Vee pointed at the triple along the diagonal with a sweep of her hand. Cory took a deep breath and asked Epiphany to trot, picking up the pace. She squeezed to move the mare on, but it was as if her legs were overcooked spaghetti. The cold stung the inside of her nose as she sucked in great gulps of it, trying to hold back a lump that was rising in her throat. Gusts of wind rattled the large doors in their tracks and swept small eddies of sand across the arena, causing her eyes to water. Vee was explaining the approach to the triple, detailing every move, every step. She pointed at the jump, gesturing with her arms spread wide. Something about getting to the base correctly for the first element. Her words were being carried away by the wind rattling the doors and drowned out by voices in Cory’s head.
Vee must have taken Epiphany through a triple, or she wouldn’t have asked me to do it . . . would she? The voices prattled on.
Vee stood near the approach to the triple, feet wide apart. The same combination that got her neck broken.

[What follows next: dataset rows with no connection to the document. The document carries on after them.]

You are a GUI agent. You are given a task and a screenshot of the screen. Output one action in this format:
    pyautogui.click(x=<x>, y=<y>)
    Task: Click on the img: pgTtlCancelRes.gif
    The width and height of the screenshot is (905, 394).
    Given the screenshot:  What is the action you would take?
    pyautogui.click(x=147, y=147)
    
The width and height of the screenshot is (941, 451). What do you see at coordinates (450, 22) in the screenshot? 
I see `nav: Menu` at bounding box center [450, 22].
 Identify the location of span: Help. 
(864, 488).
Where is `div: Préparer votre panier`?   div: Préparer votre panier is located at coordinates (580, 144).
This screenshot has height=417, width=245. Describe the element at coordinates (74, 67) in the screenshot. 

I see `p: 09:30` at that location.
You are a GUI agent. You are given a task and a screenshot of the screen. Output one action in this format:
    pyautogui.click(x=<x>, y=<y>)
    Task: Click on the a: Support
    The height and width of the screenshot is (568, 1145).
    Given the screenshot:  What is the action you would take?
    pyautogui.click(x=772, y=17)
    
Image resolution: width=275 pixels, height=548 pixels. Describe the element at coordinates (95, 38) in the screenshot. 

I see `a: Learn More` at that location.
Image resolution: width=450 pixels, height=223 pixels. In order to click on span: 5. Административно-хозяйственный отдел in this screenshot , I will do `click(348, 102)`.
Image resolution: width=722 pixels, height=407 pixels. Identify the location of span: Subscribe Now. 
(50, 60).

The triple combination—three elements with only a stride in between each—was spread across the arena like an endless forest of garishly painted poles and panels waiting to pull a horse and rider under. Cory shook her head to dislodge the image of a crash.

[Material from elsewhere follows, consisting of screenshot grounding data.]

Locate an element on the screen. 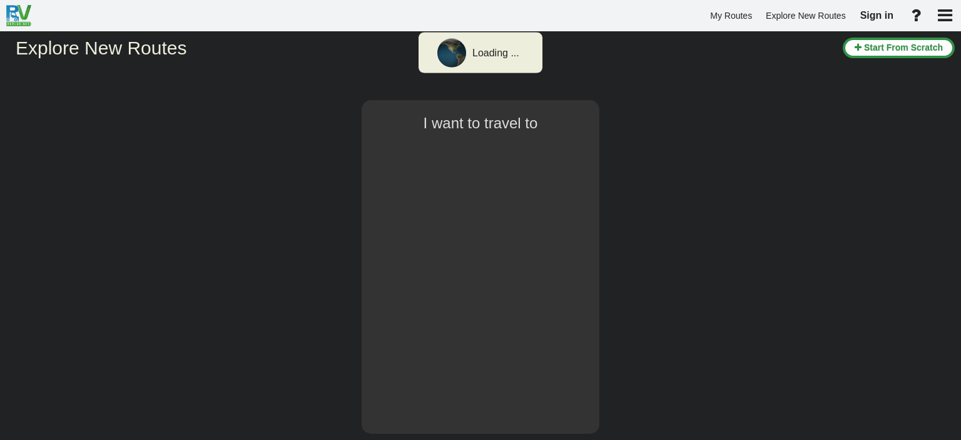  h2: Explore New Routes is located at coordinates (424, 48).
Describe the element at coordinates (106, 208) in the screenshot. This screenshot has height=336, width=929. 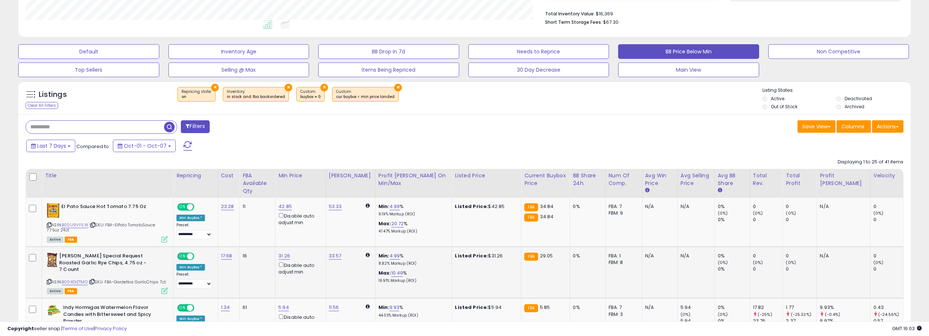
I see `b: El Pato Sauce Hot Tomato 7.75 Oz` at that location.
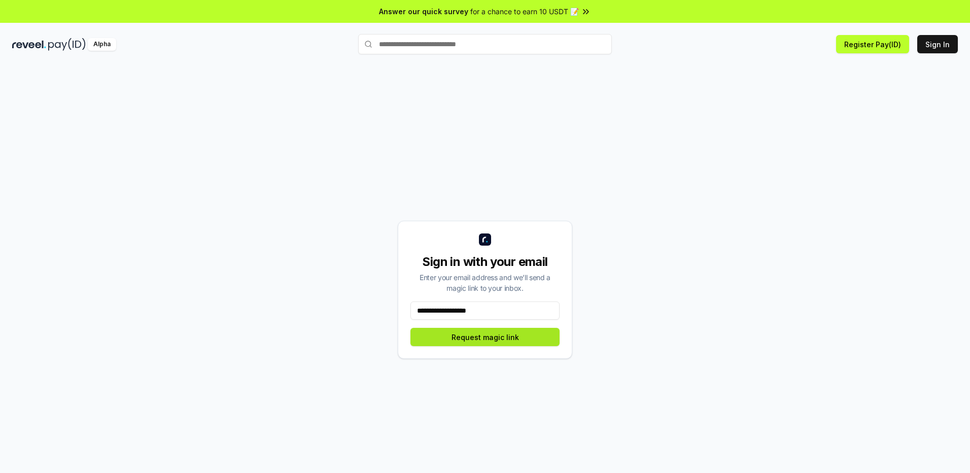 This screenshot has width=970, height=473. I want to click on div: Alpha, so click(102, 44).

She leaned down to whisper in Epiphany’s ear, “Let’s go,” and picked up the canter along the outside line. She gathered up a few inches of rein. They were tacky from the dark patch of sweat on Epiphany’s neck and had stiffened in the cold. Epiphany’s head rose up. The mare spotted the fence and Cory became a projectile hurtling toward the monstrous jump. She tried to shorten Epiphany’s stride, but it was no use. Vee was yelling something over and over. What was it?
Cory tried to sit up straighter, but it was like a strong hand was pushing her forward from behind. She grabbed more rein, but Epiphany lunged forward. Please, dear God, just jump it! She gritted her teeth with the effort of squeezing with her legs. At the last minute, two strides from the jump, she looped a few fingers around a lock of mane and bent forward in anticipation of the enormous thrust of the jump. But it never came.

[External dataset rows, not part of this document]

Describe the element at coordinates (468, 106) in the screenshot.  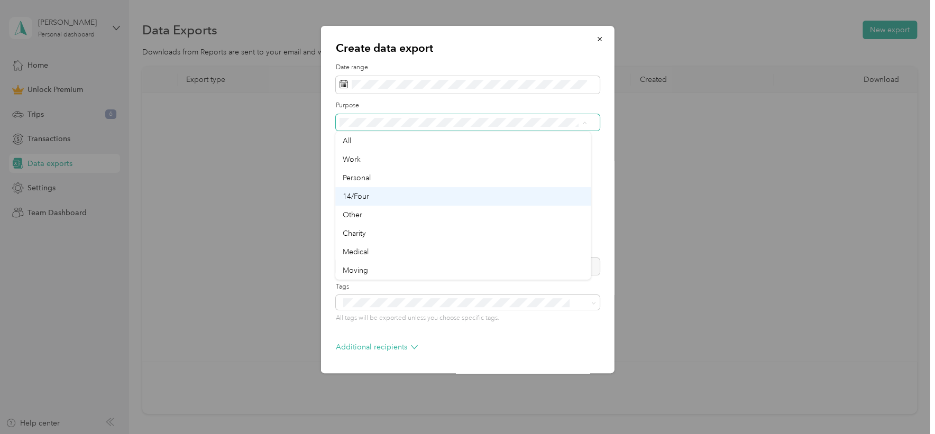
I see `label: Purpose` at that location.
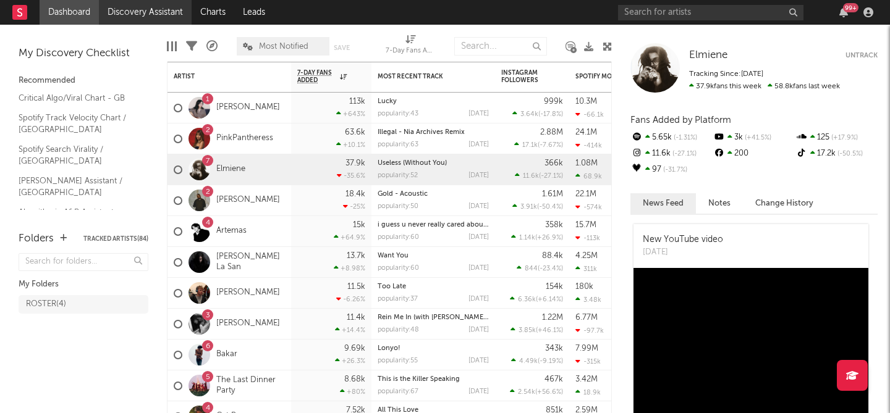  I want to click on div: +643 %, so click(350, 114).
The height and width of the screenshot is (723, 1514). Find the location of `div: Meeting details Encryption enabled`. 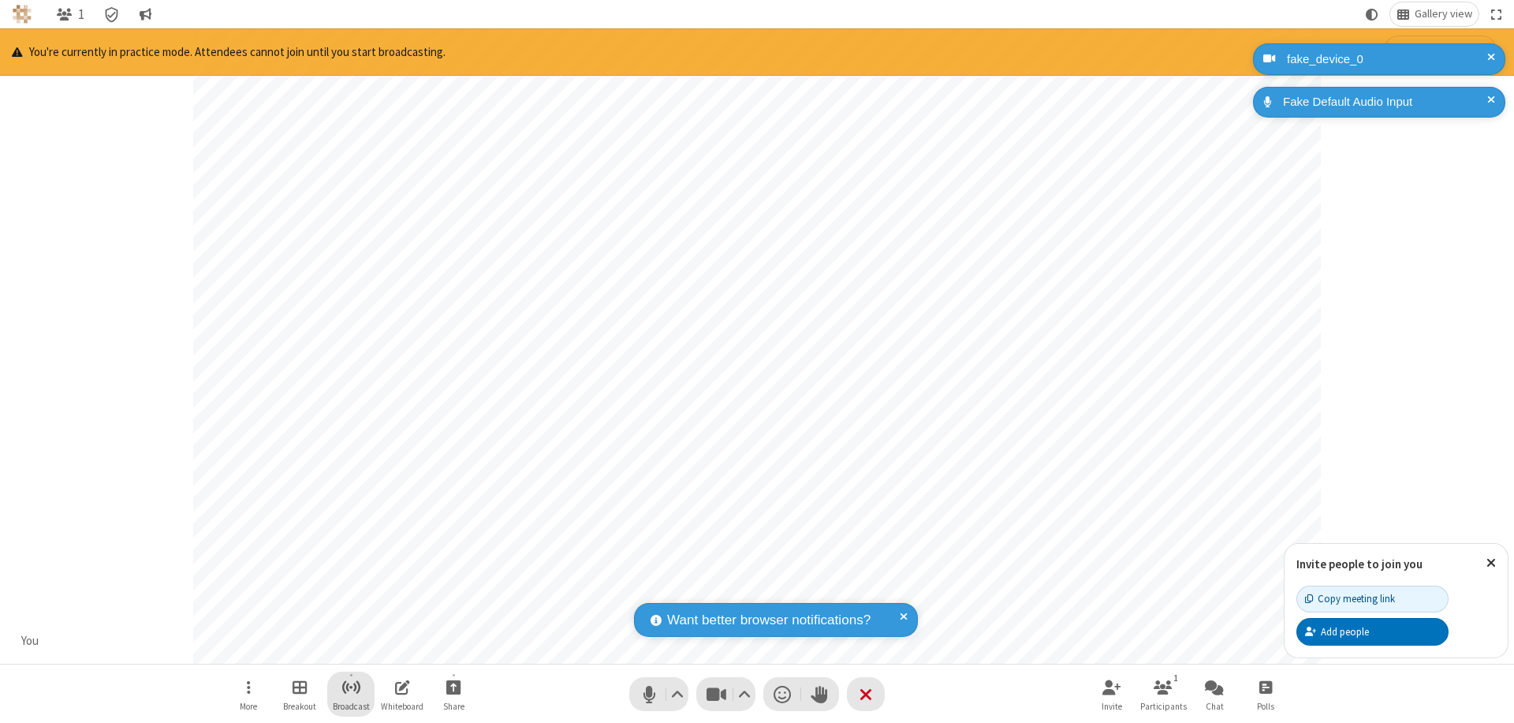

For a split second, all forward motion stopped under her. Epiphany hesitated before the jump, sending a spray of blue-gray stone dust in front of her like a smokescreen. Cory catapulted out of the saddle like from a slingshot onto Epi’s neck. Her face brushed the rough hair of the mane as she desperately wrapped her arms around the mare’s muscular sweat-soaked neck. Epiphany lifted her head in an upward jerk, smashing into Cory’s cheek and causing pinpoints of light to dance before her eyes. The sharp smell of horse sweat wafted in a cloud as Cory sniffed in a combination of dust and blood.
With one eye buried in Epiphany’s mane, the other watched the blurred image of Vee running toward them. Then Cory felt the second thrust, upward and back, which flung her upright into a sitting position. She noticed the reins hanging in a loop by Epi’s ears and watched in horror as those ears, head, then neck and shoulders rose in front of her as the mare attempted to half-climb, half-jump the fence. Images her brain could scarcely make sense of flashed before her eyes—the mare’s neck up close again, the faint white line of hair that ran along her underbelly, a hoof studded with evenly-spaced nails, but cracking at the outer edge. Then only the blue-gray expanse of stone dust stretching across the arena at ground level. Vee’s jodhpur boots appeared. The stitching had come undone along one seam and Cory wondered if Vee’s feet were wet. She heard a bird call in the distance. The arena sand scratched the side of her face, and something wet spread in an ever-widening circle under her hip and thigh.